A Recovery’s Long Odds
By Bob Herbert
September 13, 2010
We can keep wishing and hoping for a powerful economic recovery to pull the U.S. out of its doldrums, but I wouldn’t count on it. Ordinary American families no longer have the purchasing power to build a strong recovery and keep it going.
Americans are not being honest with themselves about the structural changes in the economy that have bestowed fabulous wealth on a tiny sliver at the top, while undermining the living standards of the middle class and absolutely crushing the poor. Neither the Democrats nor the Republicans have a viable strategy for reversing this dreadful state of affairs. (There is no evidence the G.O.P. even wants to.)

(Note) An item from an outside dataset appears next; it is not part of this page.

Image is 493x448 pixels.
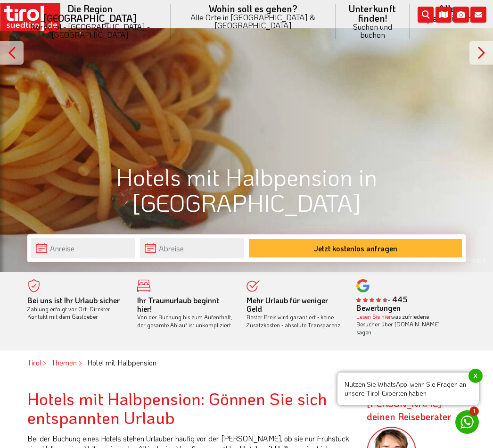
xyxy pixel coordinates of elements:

The middle class is finally on its knees. Jobs are scarce and good jobs even scarcer. Government and corporate policies have been whacking working Americans every which way for the past three or four decades. While globalization and technological wizardry were wreaking employment havoc, the movers and shakers in government and in the board rooms of the great corporations were embracing privatization and deregulation with the fervor of fanatics. The safety net was shredded, unions were brutally attacked and demonized, employment training and jobs programs were eliminated, higher education costs skyrocketed, and the nation’s infrastructure, a key to long-term industrial and economic health, deteriorated.
With so much of the middle class and the rest of working America tapped out, there is not enough consumer demand for the goods and services that the U.S. economy is capable of producing. Without that demand, there are precious few prospects for a robust recovery.